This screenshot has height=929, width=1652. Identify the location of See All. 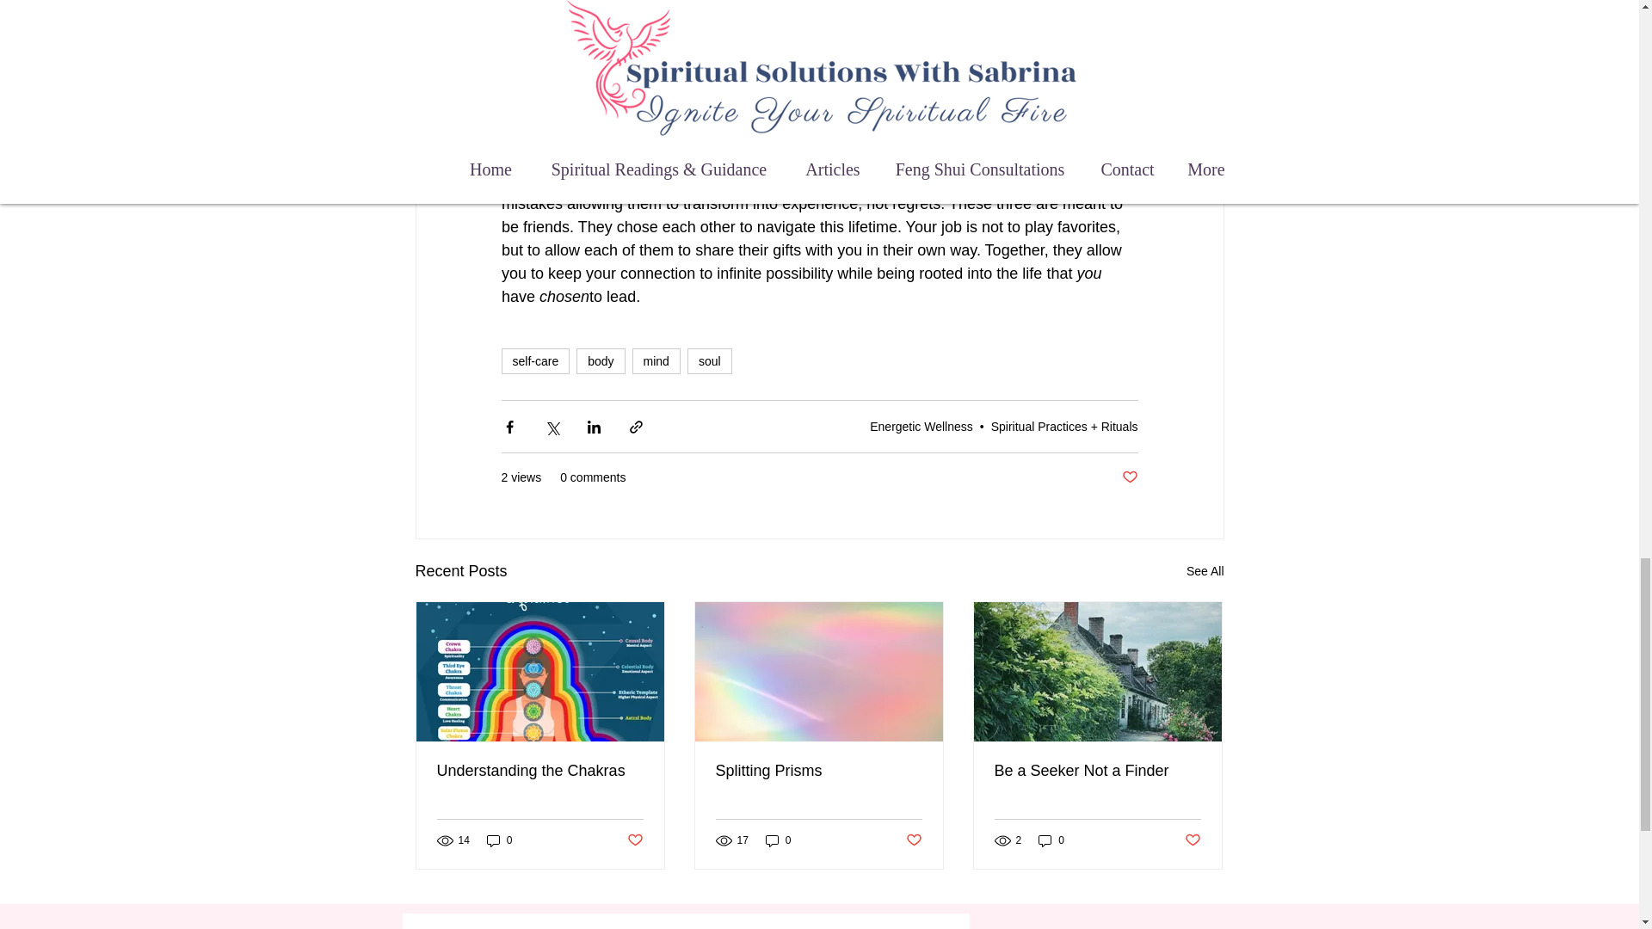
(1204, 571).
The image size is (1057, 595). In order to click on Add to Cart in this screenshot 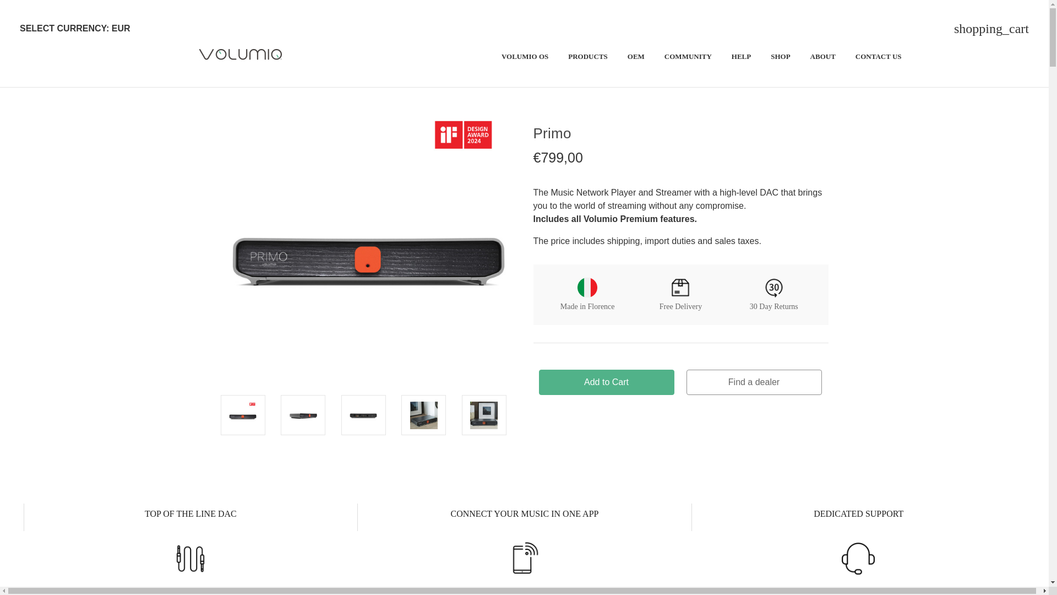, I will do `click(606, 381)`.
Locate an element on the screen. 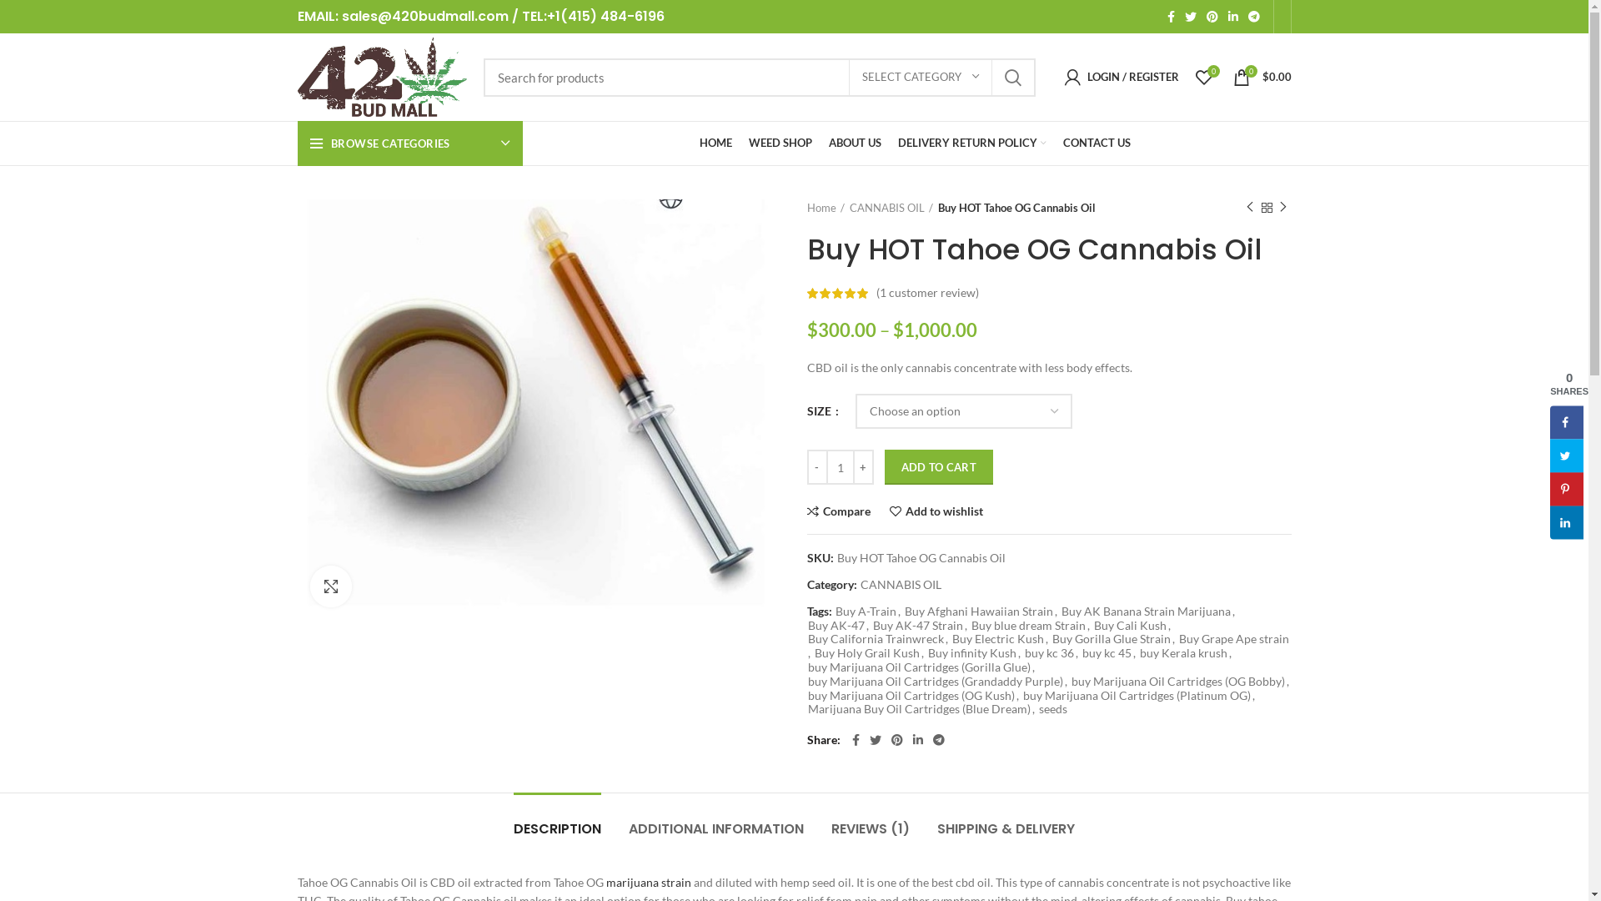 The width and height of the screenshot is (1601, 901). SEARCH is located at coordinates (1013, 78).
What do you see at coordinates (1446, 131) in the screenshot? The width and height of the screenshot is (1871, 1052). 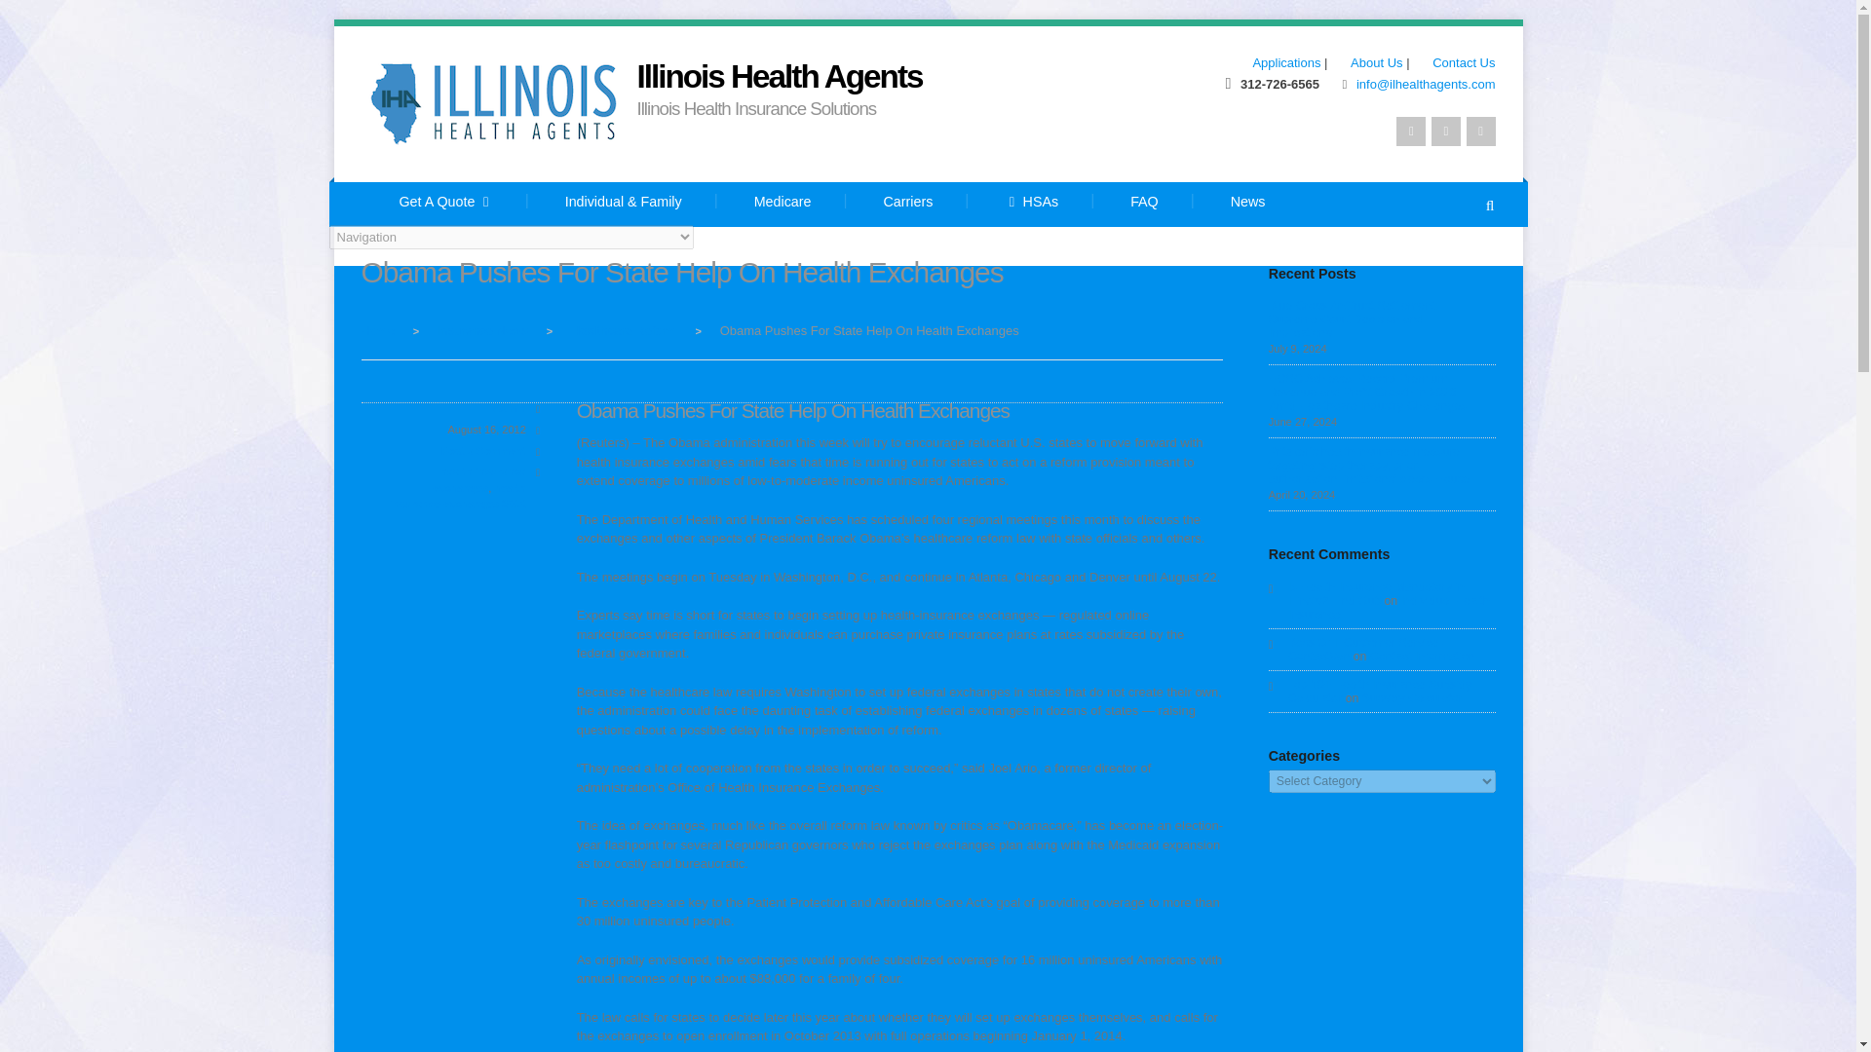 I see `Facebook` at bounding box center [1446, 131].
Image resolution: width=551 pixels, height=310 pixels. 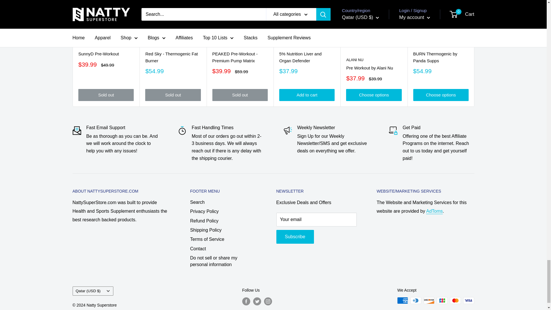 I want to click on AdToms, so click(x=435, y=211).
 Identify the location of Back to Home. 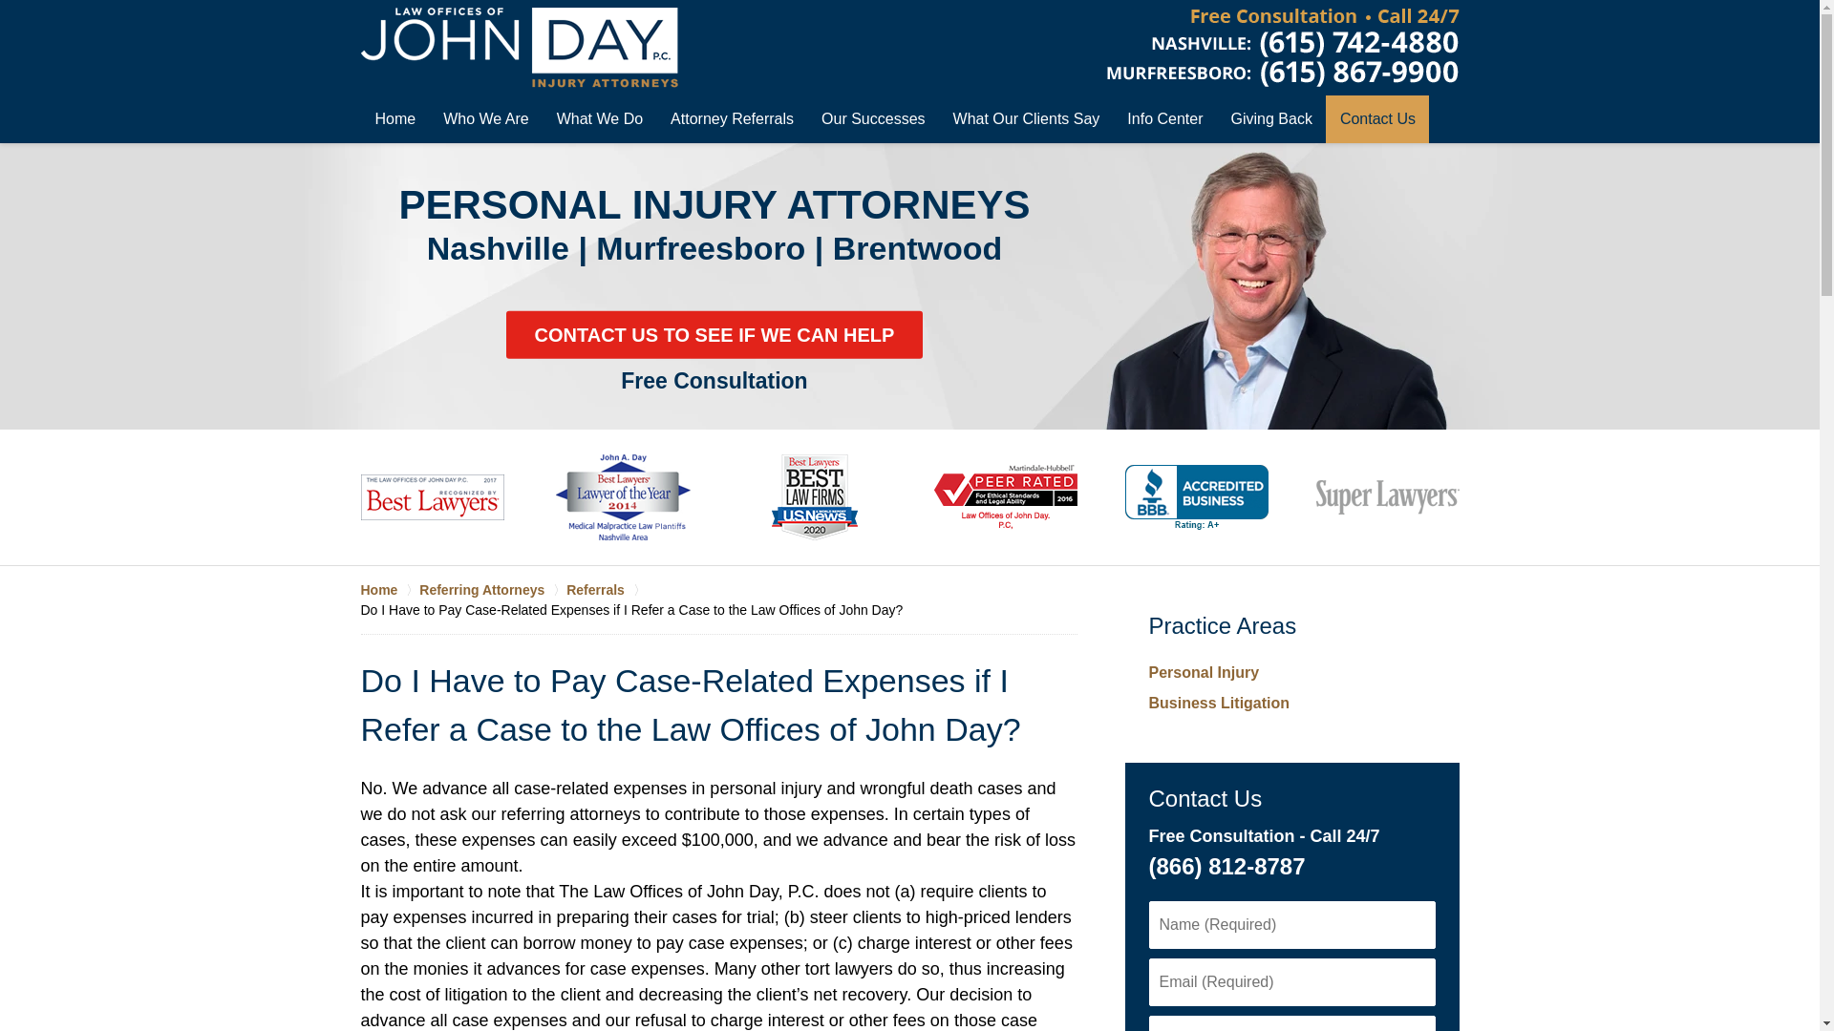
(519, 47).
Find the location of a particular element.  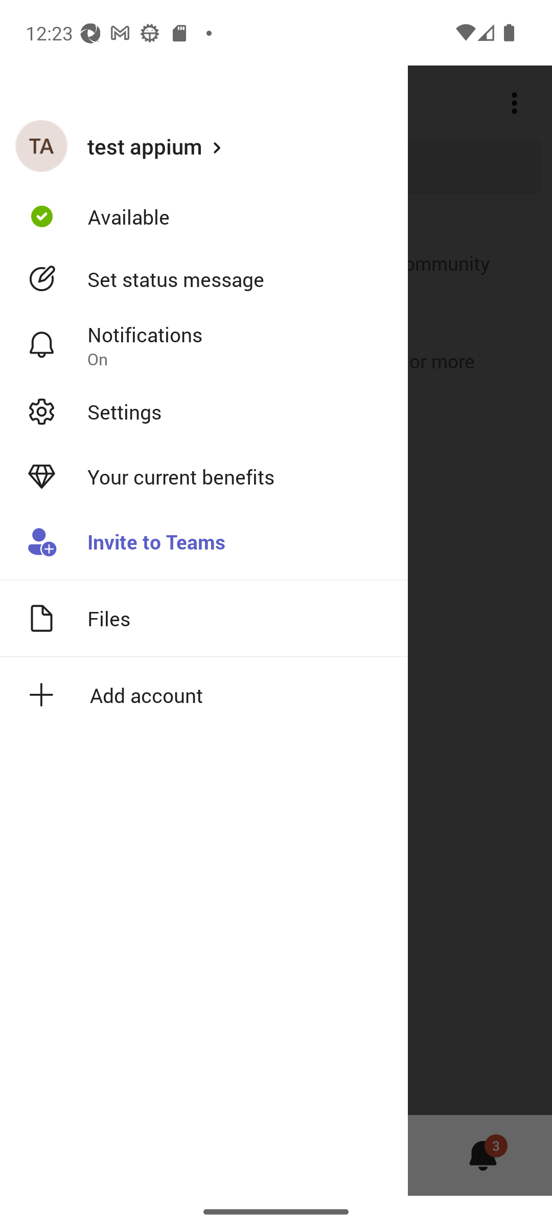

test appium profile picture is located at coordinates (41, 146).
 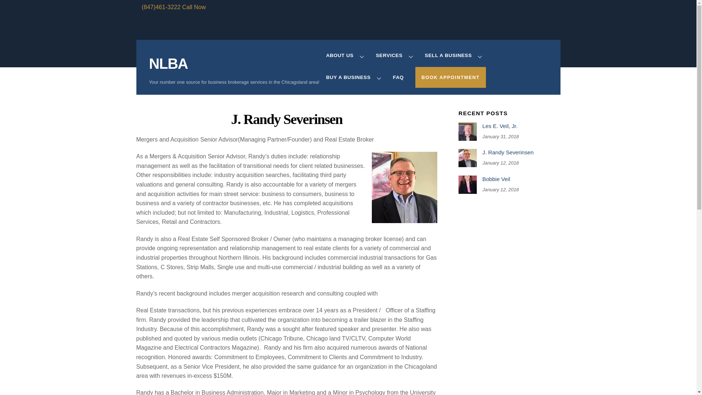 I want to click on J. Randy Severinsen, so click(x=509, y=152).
────────────────
• **TASK STATEMENT**:
Omit the pictures and write out exactly the lines from the one containing "Identify the location of Back to Home." through the last line of the material.

• **EXERCISE OUTPUT**:
 Identify the location of Back to Home. 
(519, 47).
Find the location of a particular element.  

test appium profile picture is located at coordinates (41, 146).
  I want to click on J. Randy Severinsen, so click(x=509, y=152).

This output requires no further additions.